PAST, PRESENT AND FUTURE OF … ATHLETICS INJURY PREVENTION RESEARCH

In “past, present, future”, we ask clinical or academic experts to reflect on selected Sports & Exercise Medicine topics. Today Pascal Edouard on Athletics Injury Prevention Research.

 

Tell us more about yourself.

I am a Medical Doctor, University Professor and Hospital Practitioner in Physiology, focusing on Sports Medicine at the Jean Monnet University and University Hospital of Saint-Etienne in France. Clinically, I have been in charge of our Sports Medicine Unit since 2013, and I have a particular interest in managing athletics (track and field) athletes and female gymnasts. I also teach at the Faculty of Medicine Jacques Lisfranc in Saint-Etienne, where I deliver lectures on Exercise Physiology and Sports Medicine. Finally, my research activities at the Laboratoire Interuniversitaire de Biologie de la Motricité focus on injury prevention, particularly for athletics athletes and hamstring injuries.

Preamble

Athletics (Track and Field) is an Olympic sport practised worldwide, which includes different disciplines requiring running, jumping, and throwing. In the present BOSEM Blog, I will deal with the disciplines presented at the Olympics Games and not specifically discuss injury prevention research of road or trail running, which belong to athletics but represent, in my view, a specific topic.

 

What was athletics injury prevention ten years ago?

Ten years ago, some epidemiological studies and studies analysing athletics-related risk factors or mechanisms of injury, with mainly retrospective or cross-sectional designs, allowed a preliminary understanding of the extent of injury problems and their aetiology in athletics. Injury surveillance during international athletics (Olympic Games, World and European) championships also started at that time, allowing a better description of injuries in elite athletes within a competitive context. All these studies created the foundations for the methodological approach to injury data collection in athletics and the development of injury prevention strategies. And these works evoked injury prevention measures.

What are we doing now?

There is a relatively extensive knowledge of the injury epidemiology in elite athletes during the specific context of international championships, but not so much in other contexts and populations. There is, however, more information than ten years ago about injury epidemiology during the athletics season in all athletes, and some prospective longitudinal injury data collections are conducted as a routine in some countries. There is a better knowledge of athletics-related injury aetiology, although approaches are often unifactorial or about one domain. Numerous suggestions about injury prevention measures are presented in the scientific literature, and their evaluation through randomised controlled trials has emerged (to my knowledge, only one RCT has been published on athletics injury prevention so far). Thus, we have some proposals for injury prevention measures/strategies for athletes, coaches, or health professionals. Still, we cannot guarantee their objective efficacy, as proved by scientific studies.

Where do you think we will be ten years from now?

I hope (!) that in 10 years, all stakeholders in the athletics world will agree on the interest of injury prevention and its research, will take an active part in such approaches, and will work hand-to-hand together to protect athletes’ health and reduce injury risk. I hope prospective injury data monitoring will be a routine, and several RCTs on different preventative approaches will be published. From my point of view, to be in such a condition in 10 years, there is a need to educate all stakeholders about the added value of injury prevention and co-construct the injury prevention strategies and research. I hope that in 10 years, we can propose individualised, contextualised, multifactorial injury prevention strategies to athletes, coaches, health professionals and other actors!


■ Task instructions ■
In full and exactly, please return the records, but keep out the pictures.

(Figure content listings)
★ ★ ★ ★

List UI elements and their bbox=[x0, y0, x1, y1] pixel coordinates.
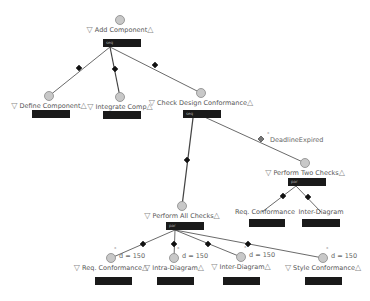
node-label-text: Inter-Diagram bbox=[298, 208, 343, 216]
duration-annotation: d = 150 bbox=[119, 252, 145, 260]
gateway-diamond-icon bbox=[205, 241, 211, 247]
node-label-text: Style Conformance bbox=[291, 264, 355, 272]
node-property-bar[interactable] bbox=[95, 277, 132, 285]
expand-triangle-icon[interactable]: △ bbox=[214, 211, 220, 220]
node-property-bar[interactable]: par bbox=[288, 178, 326, 186]
node-circle-icon[interactable] bbox=[178, 202, 187, 211]
node-circle-icon[interactable] bbox=[107, 254, 116, 263]
gateway-diamond-icon bbox=[112, 66, 118, 72]
expand-triangle-icon[interactable]: △ bbox=[81, 101, 87, 110]
node-label-check: ▽ Check Design Conformance△ bbox=[149, 99, 253, 107]
annotation-marker-icon: ° bbox=[114, 246, 117, 252]
node-property-bar[interactable] bbox=[305, 277, 342, 285]
node-label-two: ▽ Perform Two Checks△ bbox=[265, 169, 345, 177]
node-property-bar[interactable] bbox=[32, 110, 70, 118]
expand-triangle-icon[interactable]: △ bbox=[247, 98, 253, 107]
node-label-text: Integrate Comp bbox=[93, 103, 146, 111]
expand-triangle-icon[interactable]: △ bbox=[339, 168, 345, 177]
duration-annotation: d = 150 bbox=[249, 251, 275, 259]
node-label-text: Req. Conformance bbox=[80, 264, 142, 272]
annotation-marker-icon: ° bbox=[177, 246, 180, 252]
node-label-all: ▽ Perform All Checks△ bbox=[144, 212, 219, 220]
annotation-marker-icon: ° bbox=[326, 246, 329, 252]
gateway-diamond-icon bbox=[140, 241, 146, 247]
node-label-add: ▽ Add Component△ bbox=[87, 26, 154, 34]
annotation-marker-icon: ° bbox=[267, 131, 270, 137]
node-property-bar[interactable] bbox=[249, 219, 285, 227]
node-label-text: Check Design Conformance bbox=[155, 99, 247, 107]
node-property-bar[interactable] bbox=[302, 219, 340, 227]
expand-triangle-icon[interactable]: △ bbox=[265, 262, 271, 271]
edge-line bbox=[49, 47, 110, 96]
expand-triangle-icon[interactable]: △ bbox=[198, 263, 204, 272]
node-label-text: Inter-Diagram bbox=[217, 263, 264, 271]
node-property-bar[interactable] bbox=[157, 277, 194, 285]
node-property-bar[interactable]: seq bbox=[183, 110, 221, 118]
node-label-req: ▽ Req. Conformance△ bbox=[74, 264, 148, 272]
node-label-text: Perform All Checks bbox=[150, 212, 213, 220]
node-label-inter2: Inter-Diagram bbox=[298, 208, 343, 216]
edge-line bbox=[110, 47, 201, 93]
node-property-bar[interactable] bbox=[223, 277, 260, 285]
node-circle-icon[interactable] bbox=[116, 16, 125, 25]
gateway-diamond-icon bbox=[184, 157, 190, 163]
node-label-text: Add Component bbox=[93, 26, 147, 34]
gateway-diamond-icon bbox=[258, 136, 264, 142]
duration-annotation: d = 150 bbox=[331, 252, 357, 260]
node-circle-icon[interactable] bbox=[301, 159, 310, 168]
bar-mode-text: seq bbox=[186, 111, 193, 116]
bar-mode-text: seq bbox=[106, 40, 113, 45]
node-label-style: ▽ Style Conformance△ bbox=[285, 264, 361, 272]
node-circle-icon[interactable] bbox=[237, 253, 246, 262]
node-label-text: Define Component bbox=[17, 102, 80, 110]
node-label-req2: Req. Conformance bbox=[235, 208, 295, 216]
node-label-intra: ▽ Intra-Diagram△ bbox=[144, 264, 204, 272]
node-circle-icon[interactable] bbox=[116, 93, 125, 102]
node-circle-icon[interactable] bbox=[197, 89, 206, 98]
node-property-bar[interactable]: par bbox=[166, 222, 204, 230]
bar-mode-text: par bbox=[291, 179, 298, 184]
bar-mode-text: par bbox=[169, 223, 176, 228]
node-label-text: Perform Two Checks bbox=[271, 169, 338, 177]
annotation-marker-icon: ° bbox=[244, 245, 247, 251]
gateway-diamond-icon bbox=[305, 194, 311, 200]
node-label-integrate: ▽ Integrate Comp△ bbox=[87, 103, 152, 111]
expand-triangle-icon[interactable]: △ bbox=[355, 263, 361, 272]
node-circle-icon[interactable] bbox=[45, 92, 54, 101]
edge-label-deadline-expired: DeadlineExpired bbox=[270, 136, 323, 144]
duration-annotation: d = 150 bbox=[182, 252, 208, 260]
expand-triangle-icon[interactable]: △ bbox=[147, 25, 153, 34]
node-label-inter: ▽ Inter-Diagram△ bbox=[211, 263, 270, 271]
node-label-text: Intra-Diagram bbox=[150, 264, 198, 272]
node-label-define: ▽ Define Component△ bbox=[11, 102, 86, 110]
node-circle-icon[interactable] bbox=[170, 254, 179, 263]
node-circle-icon[interactable] bbox=[319, 254, 328, 263]
node-property-bar[interactable]: seq bbox=[103, 39, 141, 47]
node-label-text: Req. Conformance bbox=[235, 208, 295, 216]
node-property-bar[interactable] bbox=[103, 111, 141, 119]
gateway-diamond-icon bbox=[152, 62, 158, 68]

★ ★ ★ ★

■ Result ■
List UI elements and their bbox=[x0, y0, x1, y1] pixel coordinates.
node-label-text: Inter-Diagram bbox=[298, 208, 343, 216]
duration-annotation: d = 150 bbox=[119, 252, 145, 260]
gateway-diamond-icon bbox=[205, 241, 211, 247]
node-label-text: Style Conformance bbox=[291, 264, 355, 272]
node-property-bar[interactable] bbox=[95, 277, 132, 285]
expand-triangle-icon[interactable]: △ bbox=[214, 211, 220, 220]
node-property-bar[interactable]: par bbox=[288, 178, 326, 186]
node-circle-icon[interactable] bbox=[178, 202, 187, 211]
node-circle-icon[interactable] bbox=[107, 254, 116, 263]
gateway-diamond-icon bbox=[112, 66, 118, 72]
expand-triangle-icon[interactable]: △ bbox=[81, 101, 87, 110]
node-label-check: ▽ Check Design Conformance△ bbox=[149, 99, 253, 107]
annotation-marker-icon: ° bbox=[114, 246, 117, 252]
node-property-bar[interactable] bbox=[305, 277, 342, 285]
node-label-two: ▽ Perform Two Checks△ bbox=[265, 169, 345, 177]
node-property-bar[interactable] bbox=[32, 110, 70, 118]
expand-triangle-icon[interactable]: △ bbox=[247, 98, 253, 107]
node-label-text: Integrate Comp bbox=[93, 103, 146, 111]
expand-triangle-icon[interactable]: △ bbox=[339, 168, 345, 177]
duration-annotation: d = 150 bbox=[249, 251, 275, 259]
node-label-text: Req. Conformance bbox=[80, 264, 142, 272]
annotation-marker-icon: ° bbox=[177, 246, 180, 252]
node-label-all: ▽ Perform All Checks△ bbox=[144, 212, 219, 220]
annotation-marker-icon: ° bbox=[326, 246, 329, 252]
gateway-diamond-icon bbox=[140, 241, 146, 247]
node-label-add: ▽ Add Component△ bbox=[87, 26, 154, 34]
annotation-marker-icon: ° bbox=[267, 131, 270, 137]
node-property-bar[interactable] bbox=[249, 219, 285, 227]
node-label-text: Check Design Conformance bbox=[155, 99, 247, 107]
node-property-bar[interactable] bbox=[302, 219, 340, 227]
expand-triangle-icon[interactable]: △ bbox=[265, 262, 271, 271]
edge-line bbox=[49, 47, 110, 96]
expand-triangle-icon[interactable]: △ bbox=[198, 263, 204, 272]
node-label-text: Inter-Diagram bbox=[217, 263, 264, 271]
node-property-bar[interactable] bbox=[157, 277, 194, 285]
node-property-bar[interactable]: seq bbox=[183, 110, 221, 118]
node-label-req: ▽ Req. Conformance△ bbox=[74, 264, 148, 272]
node-label-text: Perform All Checks bbox=[150, 212, 213, 220]
node-label-inter2: Inter-Diagram bbox=[298, 208, 343, 216]
edge-line bbox=[110, 47, 201, 93]
node-property-bar[interactable] bbox=[223, 277, 260, 285]
node-circle-icon[interactable] bbox=[116, 16, 125, 25]
gateway-diamond-icon bbox=[184, 157, 190, 163]
node-label-text: Add Component bbox=[93, 26, 147, 34]
gateway-diamond-icon bbox=[258, 136, 264, 142]
duration-annotation: d = 150 bbox=[331, 252, 357, 260]
node-circle-icon[interactable] bbox=[301, 159, 310, 168]
bar-mode-text: seq bbox=[186, 111, 193, 116]
bar-mode-text: seq bbox=[106, 40, 113, 45]
node-label-style: ▽ Style Conformance△ bbox=[285, 264, 361, 272]
node-circle-icon[interactable] bbox=[237, 253, 246, 262]
node-label-text: Define Component bbox=[17, 102, 80, 110]
node-label-req2: Req. Conformance bbox=[235, 208, 295, 216]
node-label-intra: ▽ Intra-Diagram△ bbox=[144, 264, 204, 272]
node-circle-icon[interactable] bbox=[116, 93, 125, 102]
node-circle-icon[interactable] bbox=[197, 89, 206, 98]
node-property-bar[interactable]: par bbox=[166, 222, 204, 230]
bar-mode-text: par bbox=[291, 179, 298, 184]
bar-mode-text: par bbox=[169, 223, 176, 228]
node-label-text: Perform Two Checks bbox=[271, 169, 338, 177]
annotation-marker-icon: ° bbox=[244, 245, 247, 251]
gateway-diamond-icon bbox=[305, 194, 311, 200]
node-label-integrate: ▽ Integrate Comp△ bbox=[87, 103, 152, 111]
expand-triangle-icon[interactable]: △ bbox=[355, 263, 361, 272]
node-circle-icon[interactable] bbox=[45, 92, 54, 101]
edge-label-deadline-expired: DeadlineExpired bbox=[270, 136, 323, 144]
duration-annotation: d = 150 bbox=[182, 252, 208, 260]
expand-triangle-icon[interactable]: △ bbox=[147, 25, 153, 34]
node-label-inter: ▽ Inter-Diagram△ bbox=[211, 263, 270, 271]
node-label-text: Intra-Diagram bbox=[150, 264, 198, 272]
node-label-define: ▽ Define Component△ bbox=[11, 102, 86, 110]
node-circle-icon[interactable] bbox=[170, 254, 179, 263]
node-circle-icon[interactable] bbox=[319, 254, 328, 263]
node-property-bar[interactable]: seq bbox=[103, 39, 141, 47]
node-label-text: Req. Conformance bbox=[235, 208, 295, 216]
node-property-bar[interactable] bbox=[103, 111, 141, 119]
gateway-diamond-icon bbox=[152, 62, 158, 68]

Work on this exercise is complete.